┌──
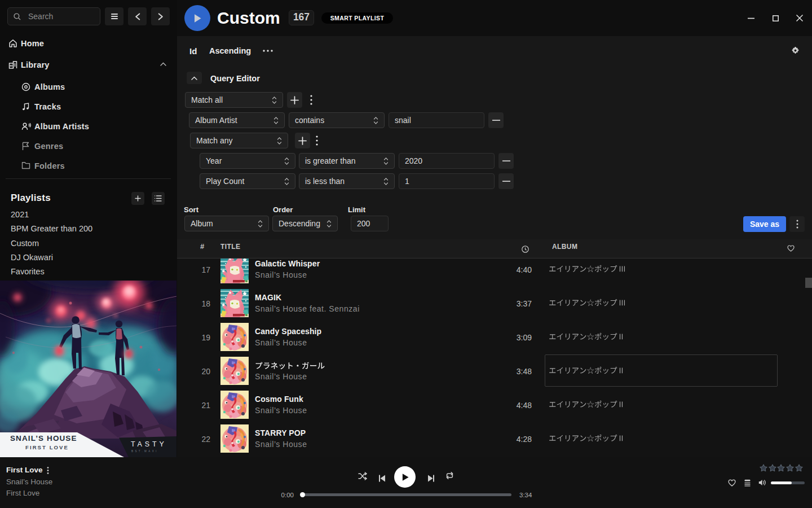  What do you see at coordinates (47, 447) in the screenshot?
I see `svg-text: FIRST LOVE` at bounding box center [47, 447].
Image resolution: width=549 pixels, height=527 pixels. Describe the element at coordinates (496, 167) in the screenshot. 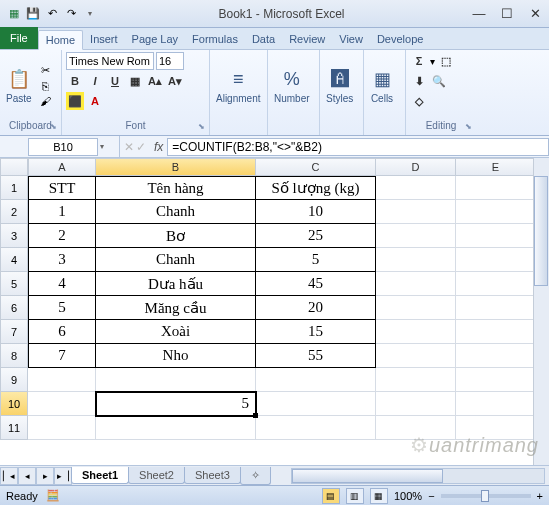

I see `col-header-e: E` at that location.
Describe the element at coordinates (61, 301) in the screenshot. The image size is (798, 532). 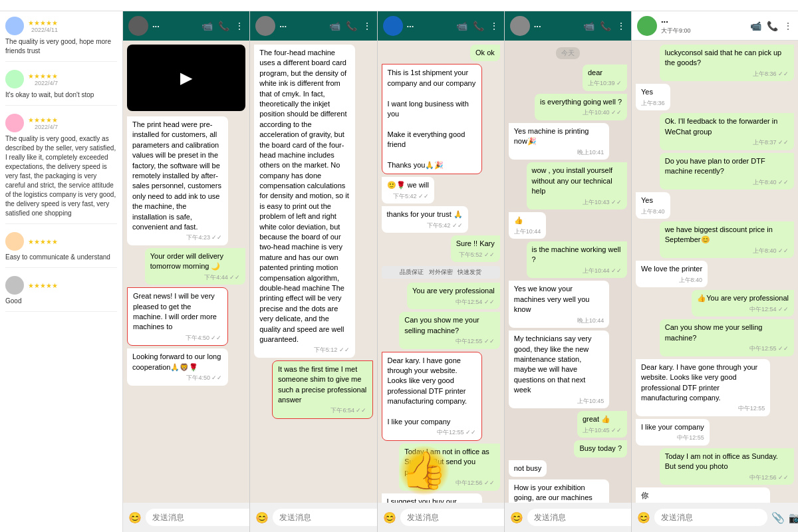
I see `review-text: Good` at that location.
└──
┌──
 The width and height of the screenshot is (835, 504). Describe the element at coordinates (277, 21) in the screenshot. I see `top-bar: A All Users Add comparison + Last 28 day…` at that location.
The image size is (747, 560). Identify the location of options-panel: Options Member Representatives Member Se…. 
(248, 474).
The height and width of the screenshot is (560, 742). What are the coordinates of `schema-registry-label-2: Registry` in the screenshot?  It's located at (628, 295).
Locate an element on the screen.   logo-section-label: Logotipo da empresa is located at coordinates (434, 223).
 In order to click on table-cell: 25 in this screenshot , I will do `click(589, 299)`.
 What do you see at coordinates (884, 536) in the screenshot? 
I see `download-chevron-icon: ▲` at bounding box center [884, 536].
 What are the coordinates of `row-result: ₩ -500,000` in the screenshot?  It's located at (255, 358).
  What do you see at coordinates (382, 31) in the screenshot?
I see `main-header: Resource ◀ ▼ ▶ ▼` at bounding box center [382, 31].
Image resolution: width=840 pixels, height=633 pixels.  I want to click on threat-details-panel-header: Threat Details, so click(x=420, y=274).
└──
┌──
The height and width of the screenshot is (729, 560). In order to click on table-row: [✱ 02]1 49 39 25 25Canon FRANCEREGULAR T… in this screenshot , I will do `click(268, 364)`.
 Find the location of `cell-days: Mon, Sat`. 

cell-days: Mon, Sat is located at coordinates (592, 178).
└──
_Instructions to follow_
Could you reproduce, exactly, every line above from the line with "The height and width of the screenshot is (560, 742)." to the line with "In order to click on table-cell: 25", and no other line? Both ends count.

_Answer to this problem_
The height and width of the screenshot is (560, 742). What are the coordinates of `schema-registry-label-2: Registry` in the screenshot?  It's located at (628, 295).
Locate an element on the screen.   logo-section-label: Logotipo da empresa is located at coordinates (434, 223).
 In order to click on table-cell: 25 in this screenshot , I will do `click(589, 299)`.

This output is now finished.